Google Extends €150m Olive Branch; Cuts Inventory Deals with Twitter & Baidu; Adobe buys Tumri
In this week’s ExchangeWire Weekly European Roundup: Google sets up £100m-plus fund for publishers; Inventory deals struck between Google, Twitter, and Baidu; Adobe buys Tumri.
Google plans €150m publisher partnership, and more…
Under scrutiny from European regulators for the alleged abuse of its dominance of the search market, Google this week conceded it had made mistakes in dealings with publisher ‘partners’, and announced it is to team with eight Europe-based publishers.
The Digital News Initiative is a tie-up with eight publishers including: The Financial Times, The Guardian, Les Echos in France, NRC Media in the Netherlands, El Pais in Spain, La Stampa in Italy and, Faz and Die Zeit in Germany.
The revelation was made by the search giant earlier this week when it admitted it was part of the same “information ecosystem”, and pledged the sum of €150m to help identify more sustainable business models to increase revenue, “traffic and audience engagement”.
Carlo D’Asaro Biondo, Google, head of strategic relationships in Europe, added: “We are determined to play our part in ongoing dialogue and business partnership with the aim of building something more sustainable.”
Elsewhere, Ad Week reported it is to launch a data management platform (DMP) that would complete the last piece of the jigsaw in the search giant’s ad tech stack.
The DMP will help brands target ads at more relevant audiences, and is due to be called DoubleClick Audience Centre. Google confirmed the developments, but decline to comment further.
Inventory deals struck between Google, Twitter and Baidu
Also this week, news of a deal between Google and Twitter that would see the pair offer Twitter inventory available through DoubleClick Bid Manager, as well as offer a cross-device attribution model, helped round-off a mixed week for the social network.
As news of its (disappointing) quarterly revenue of $436m for the last quarter (analysts had expected $456m) leaked online, Twitter helped ease the blow by announcing the tie-up with Google. This involves Twitter inventory (i.e.
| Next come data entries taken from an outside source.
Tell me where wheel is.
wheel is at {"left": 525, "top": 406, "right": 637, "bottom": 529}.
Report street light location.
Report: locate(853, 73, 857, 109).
Promoted Tweets) becoming available through DoubleClick Bid Manager, making it easier for advertisers who prefer to centralise their buying through DBM.
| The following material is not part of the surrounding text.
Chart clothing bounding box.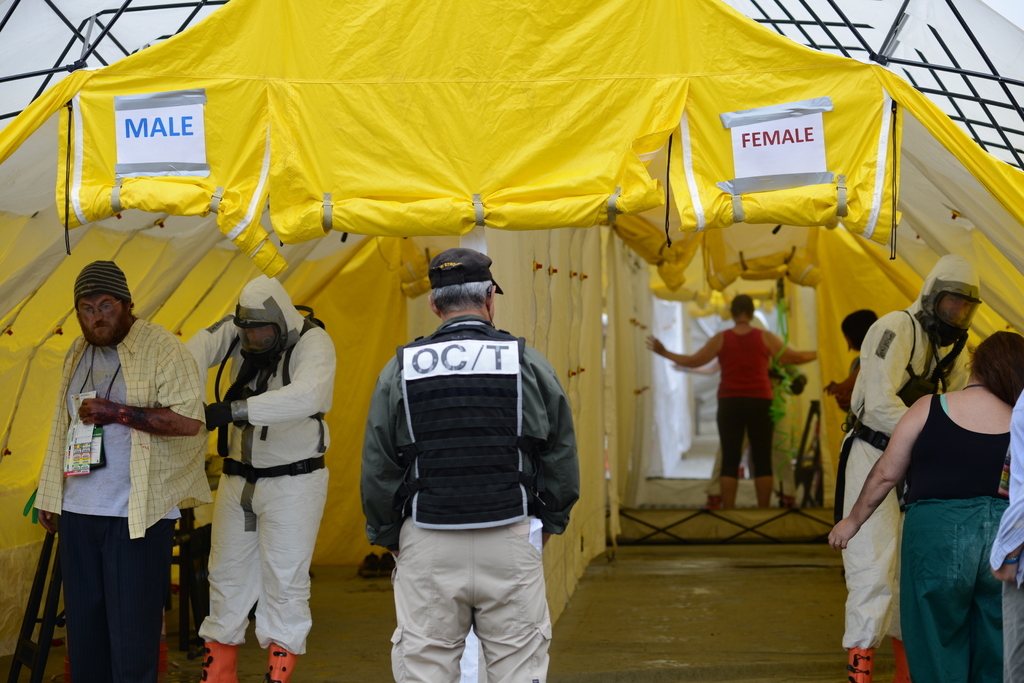
Charted: 29 310 219 682.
In addition, the pair have combined to make it possible for advertisers on the Twitter platform to use DoubelClick to measure when conversions result from views and other actions on Twitter.
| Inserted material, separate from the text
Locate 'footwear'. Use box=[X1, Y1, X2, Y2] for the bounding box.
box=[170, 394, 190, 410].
Later this year, advertisers will be able to use a new attribution model in DoubleClick to get a fuller understanding of how Twitter ads served on mobile or desktop drive conversions for them across the web.
The same announcement also saw Twitter announce the purchase of cross-device targeting company TellApart in a deal reported to be worth $533m, making it one of the biggest in its history.
“Consumers now move fluidly between apps, devices and platforms, and we need measurement models that take this behavior into account. For marketers to truly understand the consumer path to conversion across multiple devices and platforms, measurement systems have to move beyond traditional attribution models,” reads a Twitter blog post detailing its latest positioning.
Elsewhere, Google also announced a similar tie-up this week with Chinese search engine Baidu, agencies who use DoubleClick Search to manage ad campaigns across multiple search engines like Google, Bing, and Yahoo Japan—can extend their reach to Baidu users globally.
Adobe announces Tumri purchase
Meanwhile, Adobe this week used its European summit to announce it has acquired the Tumri advertising technology (also known as Ensemble) from Collective, to extend its programmatic advertising capabilities.
This technology will help advertisers scale the impact of their display ads by providing a missing link in the current advertising process: the ability to serve the most effective creative content during the programmatic ad buying process, according to the company.
With Dynamic Creative Optimisation (DCO), advertisers have a powerful tool to seamlessly build, personalise and deliver creative assets in real time to drive higher user engagement and conversion rates across devices. This will allow customers to scale and optimise ad creative through Adobe Media Optimiser in a way never before possible.